Quebec Politician Criticizes Jewish Colleague For Wearing Kippah In Parliament
MONTREAL (JTA) — A separatist Quebec legislator backtracked after criticizing a fellow parliamentarian for wearing a kippah in the legislative chamber on Holocaust Remembrance Day.
During a raucous session, Opposition leader Jean-François Lisée of the Parti-Québécois criticized David Birnbaum, the only Jewish legislator of the governing Liberal Party, for wearing the skullcap.
Lisée said doing so may have violated a rule forbidding partisan symbols in Parliament. He was responding to Quebec premier Phillippe Couillard, who had criticized Lisée for wearing his own party’s lapel pin in the legislative hall.
Lisée said allowing the kippah while banning his pin constituted a “hierarchy between some convictions and others.”
An angry Birnbaum defended his actions. “I can wear that kippah anywhere,” he said.
“To suggest that a Jewish [parliamentarian] should be forced to hide his religious identity – on Yom Hashoah, no less – is grotesque and unacceptable,” B’nai Brith Canada CEO Michael Mostyn said.
On Thursday, Lisée posted a statement on Facebook conceding that Birnbaum did indeed have the right to wear the kippah, but said religious rights should not supersede others.
A message from our CEO & publisher Rachel Fishman Feddersen
I hope you appreciated this article. Before you go, I’d like to ask you to please support the Forward’s award-winning, nonprofit journalism during this critical time.
At a time when other newsrooms are closing or cutting back, the Forward has removed its paywall and invested additional resources to report on the ground from Israel and around the U.S. on the impact of the war, rising antisemitism and polarized discourse..
Readers like you make it all possible. Support our work by becoming a Forward Member and connect with our journalism and your community.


▶ [What you are asked to do]:
Using the records beneath, say how many lines contain the word "potential", without comment.

▶ [Extracted material]:
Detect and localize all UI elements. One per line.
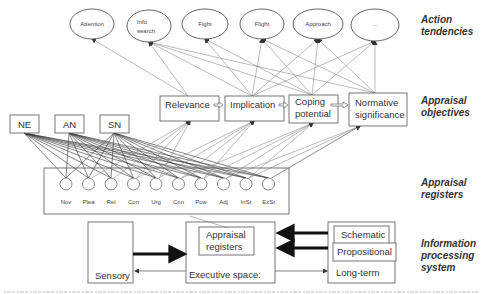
register-node — [60, 178, 72, 190]
action-tendency-fight: Fight — [182, 9, 228, 39]
register-label: Con — [173, 199, 184, 205]
label-info-processing-3: system — [421, 262, 456, 273]
objective-tendency-link — [318, 39, 375, 93]
svg-text:registers: registers — [206, 241, 243, 252]
register-label: Con — [128, 199, 139, 205]
objective-tendency-link — [205, 39, 312, 95]
register-node — [128, 178, 140, 190]
register-objective-link — [227, 126, 361, 178]
objective-tendency-link — [149, 42, 188, 96]
objective-tendency-link — [312, 41, 375, 95]
register-node — [150, 178, 162, 190]
source-register-link — [66, 133, 114, 178]
objective-relevance: Relevance — [160, 96, 219, 121]
source-register-link — [114, 133, 156, 178]
objective-tendency-link — [149, 42, 375, 93]
label-info-processing-1: Information — [421, 238, 476, 249]
svg-text:Relevance: Relevance — [165, 99, 210, 110]
svg-text:significance: significance — [355, 109, 405, 120]
svg-text:Propositional: Propositional — [337, 246, 392, 257]
sensory-box: Sensory — [88, 222, 133, 283]
action-tendency-info-search: Info search — [127, 10, 171, 42]
source-register-link — [66, 133, 69, 178]
appraisal-objectives-row: Relevance Implication Coping potential N… — [160, 93, 407, 126]
action-tendencies-row: Attention Info search Fight Flight Appro… — [70, 9, 399, 42]
label-appraisal-objectives-2: objectives — [421, 107, 470, 118]
long-term-box: Schematic Propositional Long-term — [328, 222, 396, 283]
register-label: Pow — [195, 199, 207, 205]
register-objective-link — [272, 126, 361, 178]
action-tendency-attention: Attention — [70, 9, 114, 39]
objective-tendency-link — [149, 42, 252, 96]
register-objective-link — [204, 121, 254, 178]
register-label: InSt — [241, 199, 252, 205]
svg-text:Executive space:: Executive space: — [189, 269, 261, 280]
label-action-tendencies-1: Action — [420, 14, 452, 25]
svg-text:NE: NE — [18, 119, 31, 130]
register-label: Nov — [61, 199, 72, 205]
label-appraisal-objectives-1: Appraisal — [420, 95, 467, 106]
objective-tendency-link — [252, 39, 262, 96]
svg-text:Approach: Approach — [305, 21, 331, 27]
appraisal-architecture-diagram: Attention Info search Fight Flight Appro… — [0, 0, 481, 294]
label-appraisal-registers-2: registers — [421, 189, 464, 200]
source-an: AN — [55, 115, 84, 133]
register-node — [173, 178, 185, 190]
figure-caption-clipped — [0, 289, 481, 294]
action-tendency-approach: Approach — [293, 9, 343, 39]
register-node — [263, 178, 275, 190]
source-boxes: NE AN SN — [10, 115, 129, 133]
executive-space-box: Appraisal registers Executive space: — [186, 222, 275, 283]
svg-text:Implication: Implication — [230, 99, 275, 110]
objective-tendency-link — [149, 42, 312, 95]
register-label: Rel — [106, 199, 115, 205]
register-label: Plea — [82, 199, 95, 205]
register-label: Adj — [219, 199, 228, 205]
svg-text:potential: potential — [295, 108, 331, 119]
svg-text:SN: SN — [108, 119, 121, 130]
svg-text:Schematic: Schematic — [341, 229, 386, 240]
objective-coping-potential: Coping potential — [289, 95, 338, 123]
objective-implication: Implication — [225, 96, 284, 121]
svg-text:search: search — [137, 28, 155, 34]
side-labels: Action tendencies Appraisal objectives A… — [420, 14, 476, 273]
register-node — [105, 178, 117, 190]
action-tendency-flight: Flight — [240, 9, 284, 39]
label-info-processing-2: processing — [420, 250, 474, 261]
objective-tendency-link — [252, 41, 375, 96]
svg-text:Fight: Fight — [198, 21, 212, 27]
label-action-tendencies-2: tendencies — [421, 26, 474, 37]
register-node — [195, 178, 207, 190]
source-register-link — [114, 133, 269, 178]
register-label: ExSt — [262, 199, 275, 205]
objective-tendency-link — [262, 39, 312, 95]
source-sn: SN — [100, 115, 129, 133]
svg-text:...: ... — [372, 21, 377, 27]
register-objective-link — [182, 121, 255, 178]
register-objective-link — [249, 126, 360, 178]
svg-text:Info: Info — [137, 19, 148, 25]
register-node — [218, 178, 230, 190]
svg-text:AN: AN — [63, 119, 76, 130]
objective-tendency-link — [205, 39, 252, 96]
source-ne: NE — [10, 115, 39, 133]
register-objective-link — [137, 121, 191, 178]
svg-text:Sensory: Sensory — [95, 270, 130, 281]
objective-normative-significance: Normative significance — [349, 93, 407, 126]
register-node — [240, 178, 252, 190]
register-label: Urg — [151, 199, 161, 205]
action-tendency-more: ... — [351, 9, 399, 41]
svg-text:Appraisal: Appraisal — [206, 229, 246, 240]
svg-text:Coping: Coping — [295, 96, 325, 107]
svg-text:Attention: Attention — [80, 21, 104, 27]
register-node — [83, 178, 95, 190]
information-processing-system: Sensory Appraisal registers Executive sp… — [88, 216, 396, 283]
label-appraisal-registers-1: Appraisal — [420, 177, 467, 188]
svg-text:Normative: Normative — [355, 97, 398, 108]
register-objective-link — [227, 123, 314, 178]
svg-text:Long-term: Long-term — [336, 267, 379, 278]
svg-text:Flight: Flight — [255, 21, 270, 27]
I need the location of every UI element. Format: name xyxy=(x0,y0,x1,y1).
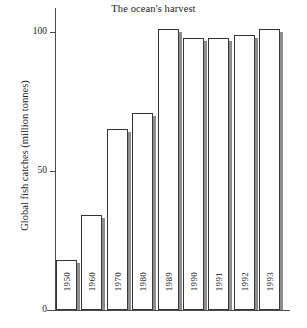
y-tick-mark-50 xyxy=(50,171,56,172)
bar-label-1991: 1991 xyxy=(214,272,224,291)
y-tick-label-100: 100 xyxy=(14,26,47,36)
bar-label-1970: 1970 xyxy=(113,272,123,291)
bar-1960 xyxy=(81,215,102,310)
bar-1992 xyxy=(234,35,255,310)
bar-label-1990: 1990 xyxy=(189,272,199,291)
chart-title: The ocean's harvest xyxy=(0,3,307,14)
bar-label-1950: 1950 xyxy=(62,272,72,291)
bar-chart-figure: The ocean's harvest Global fish catches … xyxy=(0,0,307,328)
bar-label-1989: 1989 xyxy=(164,272,174,291)
bar-1991 xyxy=(208,38,229,310)
y-tick-mark-100 xyxy=(50,32,56,33)
bar-label-1992: 1992 xyxy=(240,272,250,291)
y-tick-label-0: 0 xyxy=(14,304,47,314)
bar-1993 xyxy=(259,29,280,310)
bar-label-1980: 1980 xyxy=(138,272,148,291)
y-tick-label-50: 50 xyxy=(14,165,47,175)
bar-label-1960: 1960 xyxy=(87,272,97,291)
bar-1990 xyxy=(183,38,204,310)
bar-label-1993: 1993 xyxy=(265,272,275,291)
bar-1989 xyxy=(158,29,179,310)
y-axis-label: Global fish catches (million tonnes) xyxy=(19,36,30,276)
x-axis-line xyxy=(47,310,290,311)
y-tick-mark-0 xyxy=(50,310,56,311)
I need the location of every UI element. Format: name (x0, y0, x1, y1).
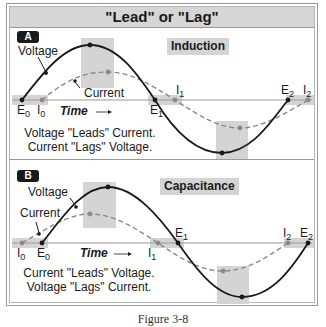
time-axis-label: Time (80, 246, 108, 260)
point-i2: I2 (303, 83, 311, 99)
current-label: Current (84, 86, 124, 100)
point-e1: E1 (175, 226, 188, 242)
point-e0: E0 (37, 246, 50, 262)
point-e2: E2 (281, 83, 294, 99)
capacitance-statement: Current "Leads" Voltage. Voltage "Lags" … (14, 266, 164, 294)
figure-caption: Figure 3-8 (0, 312, 326, 327)
point-i1: I1 (176, 83, 184, 99)
point-i1: I1 (148, 246, 156, 262)
panel-badge-a: A (17, 31, 39, 43)
point-e0: E0 (17, 103, 30, 119)
induction-statement: Voltage "Leads" Current. Current "Lags" … (15, 126, 165, 154)
panel-title-capacitance: Capacitance (160, 178, 239, 195)
time-axis-label: Time (60, 104, 88, 118)
panel-badge-b: B (17, 170, 39, 182)
point-e2: E2 (300, 226, 313, 242)
panel-title-induction: Induction (167, 38, 229, 55)
point-i0: I0 (17, 246, 25, 262)
point-i0: I0 (37, 103, 45, 119)
point-i2: I2 (283, 226, 291, 242)
voltage-label: Voltage (28, 185, 68, 199)
point-e1: E1 (150, 103, 163, 119)
voltage-label: Voltage (18, 44, 58, 58)
current-label: Current (20, 206, 60, 220)
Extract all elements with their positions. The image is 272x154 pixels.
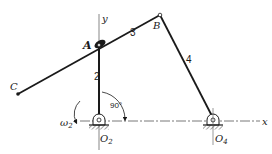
point-c — [16, 92, 20, 96]
point-o4-label: O4 — [215, 133, 228, 146]
link-2-label: 2 — [94, 71, 100, 82]
omega-arrow-icon — [74, 101, 80, 122]
link-3 — [18, 15, 160, 94]
joint-a — [98, 44, 101, 47]
link-3-label: 3 — [130, 27, 136, 38]
angle-label: 90° — [110, 101, 122, 110]
ground-pivot-o2 — [89, 114, 109, 130]
link-4-label: 4 — [186, 54, 192, 65]
omega-label: ω2 — [60, 117, 73, 130]
y-axis-label: y — [101, 13, 108, 24]
linkage-diagram: x y 2 3 4 A B C O2 O4 90° ω2 — [0, 0, 272, 154]
x-axis-label: x — [262, 116, 268, 127]
point-b-label: B — [152, 20, 160, 31]
link-4 — [160, 15, 213, 118]
point-a-label: A — [82, 39, 92, 52]
joint-b — [158, 13, 162, 17]
point-c-label: C — [10, 81, 18, 92]
point-o2-label: O2 — [100, 133, 113, 146]
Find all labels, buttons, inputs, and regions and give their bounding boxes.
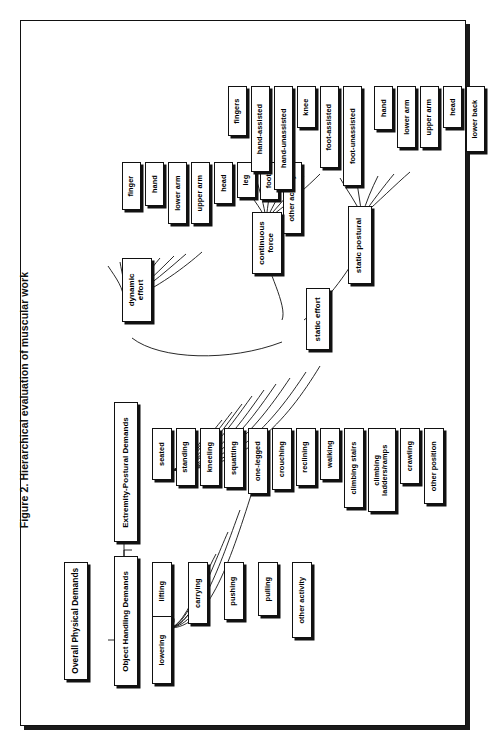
node-static-effort[interactable]: static effort bbox=[306, 288, 330, 350]
leaf-other-position[interactable]: other position bbox=[424, 428, 444, 504]
node-label: crawling bbox=[406, 441, 414, 471]
node-label: static postural bbox=[356, 217, 365, 272]
node-label: lowering bbox=[158, 635, 166, 666]
leaf-walking[interactable]: walking bbox=[320, 428, 340, 480]
node-label: kneeling bbox=[206, 442, 214, 472]
node-label: foot bbox=[265, 174, 273, 188]
leaf-fingers[interactable]: fingers bbox=[228, 86, 247, 136]
node-label: fingers bbox=[233, 99, 241, 124]
node-label: upper arm bbox=[425, 99, 433, 136]
node-label: hand bbox=[150, 175, 158, 193]
leaf-lifting[interactable]: lifting bbox=[152, 562, 172, 620]
node-continuous-force[interactable]: continuous force bbox=[252, 212, 282, 274]
leaf-one-legged[interactable]: one-legged bbox=[248, 428, 268, 494]
leaf-pulling[interactable]: pulling bbox=[258, 562, 278, 616]
leaf-carrying[interactable]: carrying bbox=[188, 562, 208, 624]
node-object-handling-demands[interactable]: Object Handling Demands bbox=[114, 556, 138, 686]
leaf-seated[interactable]: seated bbox=[152, 428, 172, 480]
leaf-reclining[interactable]: reclining bbox=[296, 428, 316, 486]
leaf-pushing[interactable]: pushing bbox=[224, 562, 244, 620]
node-label: hand bbox=[379, 99, 387, 117]
node-label: other position bbox=[430, 441, 438, 491]
leaf-foot-unassisted[interactable]: foot-unassisted bbox=[343, 86, 362, 186]
node-label: finger bbox=[127, 176, 135, 197]
node-label: upper arm bbox=[196, 175, 204, 212]
leaf-other-activity-handling[interactable]: other activity bbox=[292, 562, 312, 638]
node-label: knee bbox=[302, 98, 310, 115]
leaf-kneeling[interactable]: kneeling bbox=[200, 428, 220, 486]
leaf-squatting[interactable]: squatting bbox=[224, 428, 244, 488]
leaf-standing[interactable]: standing bbox=[176, 428, 196, 486]
node-extremity-postural-demands[interactable]: Extremity-Postural Demands bbox=[114, 402, 138, 542]
node-label: other activity bbox=[298, 577, 306, 624]
leaf-foot-assisted[interactable]: foot-assisted bbox=[320, 86, 339, 168]
leaf-hand-postural[interactable]: hand bbox=[374, 86, 393, 130]
node-label: lower arm bbox=[173, 175, 181, 210]
node-label: Extremity-Postural Demands bbox=[122, 417, 131, 528]
leaf-climbing-ladders-ramps[interactable]: climbing ladders/ramps bbox=[368, 428, 396, 512]
leaf-head-dynamic[interactable]: head bbox=[214, 162, 233, 204]
node-label: foot-assisted bbox=[325, 104, 333, 151]
leaf-hand-dynamic[interactable]: hand bbox=[145, 162, 164, 206]
leaf-crouching[interactable]: crouching bbox=[272, 428, 292, 490]
leaf-lower-arm-postural[interactable]: lower arm bbox=[397, 86, 416, 148]
leaf-finger[interactable]: finger bbox=[122, 162, 141, 210]
node-label: lower back bbox=[471, 100, 479, 139]
node-label: walking bbox=[326, 440, 334, 467]
node-label: one-legged bbox=[254, 441, 262, 481]
leaf-climbing-stairs[interactable]: climbing stairs bbox=[344, 428, 364, 508]
node-static-postural[interactable]: static postural bbox=[348, 206, 372, 284]
leaf-upper-arm-postural[interactable]: upper arm bbox=[420, 86, 439, 148]
node-label: climbing stairs bbox=[350, 442, 358, 495]
node-label: foot-unassisted bbox=[348, 108, 356, 164]
figure-page: Figure 2. Hierarchical evaluation of mus… bbox=[0, 0, 491, 750]
node-label: pulling bbox=[264, 577, 272, 602]
node-label: continuous force bbox=[258, 221, 276, 265]
node-label: dynamic effort bbox=[128, 274, 146, 307]
node-label: Object Handling Demands bbox=[122, 571, 131, 672]
node-label: reclining bbox=[302, 441, 310, 472]
node-label: hand-assisted bbox=[256, 104, 264, 154]
leaf-lower-arm-dynamic[interactable]: lower arm bbox=[168, 162, 187, 224]
leaf-crawling[interactable]: crawling bbox=[400, 428, 420, 484]
node-label: leg bbox=[242, 175, 250, 186]
node-label: hand-unassisted bbox=[279, 108, 287, 167]
node-label: squatting bbox=[230, 441, 238, 475]
leaf-hand-assisted[interactable]: hand-assisted bbox=[251, 86, 270, 172]
node-label: head bbox=[219, 174, 227, 191]
node-label: climbing ladders/ramps bbox=[374, 444, 391, 495]
leaf-head-postural[interactable]: head bbox=[443, 86, 462, 128]
node-label: carrying bbox=[194, 578, 202, 608]
leaf-hand-unassisted[interactable]: hand-unassisted bbox=[274, 86, 293, 190]
node-overall-physical-demands[interactable]: Overall Physical Demands bbox=[64, 562, 88, 680]
node-label: lifting bbox=[158, 581, 166, 601]
node-label: crouching bbox=[278, 441, 286, 477]
leaf-upper-arm-dynamic[interactable]: upper arm bbox=[191, 162, 210, 224]
leaf-knee[interactable]: knee bbox=[297, 86, 316, 128]
node-label: Overall Physical Demands bbox=[71, 568, 80, 674]
node-label: seated bbox=[158, 442, 166, 466]
node-dynamic-effort[interactable]: dynamic effort bbox=[122, 258, 152, 322]
node-label: standing bbox=[182, 441, 190, 472]
node-label: static effort bbox=[314, 297, 323, 341]
leaf-lower-back[interactable]: lower back bbox=[466, 86, 485, 152]
node-label: pushing bbox=[230, 576, 238, 605]
node-label: lower arm bbox=[402, 99, 410, 134]
node-label: head bbox=[448, 98, 456, 115]
leaf-lowering[interactable]: lowering bbox=[152, 616, 172, 684]
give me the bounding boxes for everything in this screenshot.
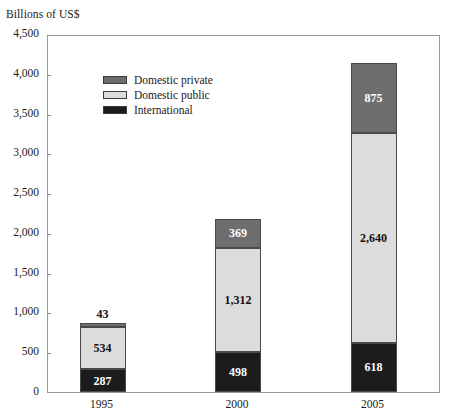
- legend-label: International: [134, 104, 193, 116]
- bar-segment-domestic-private[interactable]: 369: [215, 219, 261, 248]
- bar-value-label: 498: [229, 366, 247, 378]
- bar-segment-domestic-public[interactable]: 1,312: [215, 248, 261, 352]
- bar-segment-international[interactable]: 287: [80, 369, 126, 392]
- y-axis-tick-mark: [47, 353, 51, 354]
- bar-value-label: 43: [97, 308, 109, 320]
- bar-column-2000[interactable]: 4981,312369: [215, 34, 261, 392]
- bar-segment-international[interactable]: 498: [215, 352, 261, 392]
- y-axis-tick-label: 0: [33, 385, 39, 397]
- chart-page: Billions of US$ Domestic privateDomestic…: [0, 0, 451, 419]
- y-axis-tick-mark: [47, 313, 51, 314]
- y-axis-tick-mark: [47, 234, 51, 235]
- y-axis-tick-mark: [47, 194, 51, 195]
- y-axis-tick-label: 4,000: [13, 67, 39, 79]
- plot-area: Domestic privateDomestic publicInternati…: [47, 35, 440, 393]
- bar-value-label: 1,312: [225, 294, 252, 306]
- bar-segment-domestic-private[interactable]: 43: [80, 323, 126, 326]
- legend-label: Domestic public: [134, 89, 210, 101]
- x-axis-tick-label-2005: 2005: [333, 398, 413, 410]
- bar-segment-domestic-public[interactable]: 2,640: [351, 133, 397, 343]
- bar-value-label: 2,640: [360, 232, 387, 244]
- bar-segment-international[interactable]: 618: [351, 343, 397, 392]
- y-axis-title: Billions of US$: [6, 8, 80, 20]
- bar-segment-domestic-private[interactable]: 875: [351, 63, 397, 133]
- bar-value-label: 875: [365, 92, 383, 104]
- legend-label: Domestic private: [134, 74, 213, 86]
- bar-value-label: 369: [229, 227, 247, 239]
- bar-segment-domestic-public[interactable]: 534: [80, 327, 126, 369]
- x-axis-tick-label-1995: 1995: [62, 398, 142, 410]
- y-axis-tick-label: 1,000: [13, 305, 39, 317]
- y-axis-tick-label: 2,500: [13, 186, 39, 198]
- y-axis-tick-label: 4,500: [13, 27, 39, 39]
- stacked-bar: 28753443: [80, 34, 126, 392]
- bar-column-1995[interactable]: 28753443: [80, 34, 126, 392]
- y-axis-tick-mark: [47, 154, 51, 155]
- x-axis-tick-label-2000: 2000: [197, 398, 277, 410]
- bar-value-label: 618: [365, 361, 383, 373]
- bar-value-label: 287: [94, 375, 112, 387]
- y-axis-tick-label: 500: [22, 345, 39, 357]
- stacked-bar: 4981,312369: [215, 34, 261, 392]
- y-axis-tick-label: 3,500: [13, 107, 39, 119]
- y-axis-tick-label: 3,000: [13, 146, 39, 158]
- bar-value-label: 534: [94, 342, 112, 354]
- y-axis-tick-mark: [47, 75, 51, 76]
- y-axis-tick-mark: [47, 274, 51, 275]
- y-axis-tick-mark: [47, 115, 51, 116]
- y-axis-tick-label: 1,500: [13, 266, 39, 278]
- y-axis-tick-label: 2,000: [13, 226, 39, 238]
- bar-column-2005[interactable]: 6182,640875: [351, 34, 397, 392]
- stacked-bar: 6182,640875: [351, 34, 397, 392]
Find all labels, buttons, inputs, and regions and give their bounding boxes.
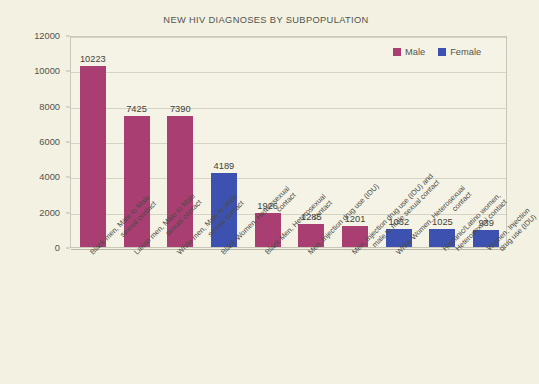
y-axis-tick-label: 12000 — [34, 31, 60, 41]
y-axis-tick-label: 0 — [55, 243, 60, 253]
bar-value-label: 7390 — [170, 104, 191, 114]
bar-value-label: 7425 — [126, 104, 147, 114]
y-axis: 020004000600080001000012000 — [0, 36, 66, 248]
y-axis-tick-label: 6000 — [39, 137, 60, 147]
legend-item-female[interactable]: Female — [438, 47, 481, 57]
bar-group: 10223 — [71, 37, 115, 247]
bar-value-label: 4189 — [214, 161, 235, 171]
bar[interactable] — [80, 66, 106, 247]
chart-title: NEW HIV DIAGNOSES BY SUBPOPULATION — [0, 15, 532, 25]
x-axis-labels: Black men, Male to Malesexual contactLat… — [70, 250, 507, 380]
legend-swatch-icon — [438, 48, 446, 56]
y-axis-tick-label: 4000 — [39, 172, 60, 182]
legend-label: Male — [405, 47, 425, 57]
y-axis-tick-label: 2000 — [39, 208, 60, 218]
chart-legend: MaleFemale — [393, 47, 481, 57]
legend-swatch-icon — [393, 48, 401, 56]
bar-value-label: 10223 — [80, 54, 106, 64]
legend-item-male[interactable]: Male — [393, 47, 425, 57]
y-axis-tick-label: 8000 — [39, 102, 60, 112]
y-axis-tick-label: 10000 — [34, 66, 60, 76]
legend-label: Female — [450, 47, 481, 57]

▶ [Solution for this exercise]:
3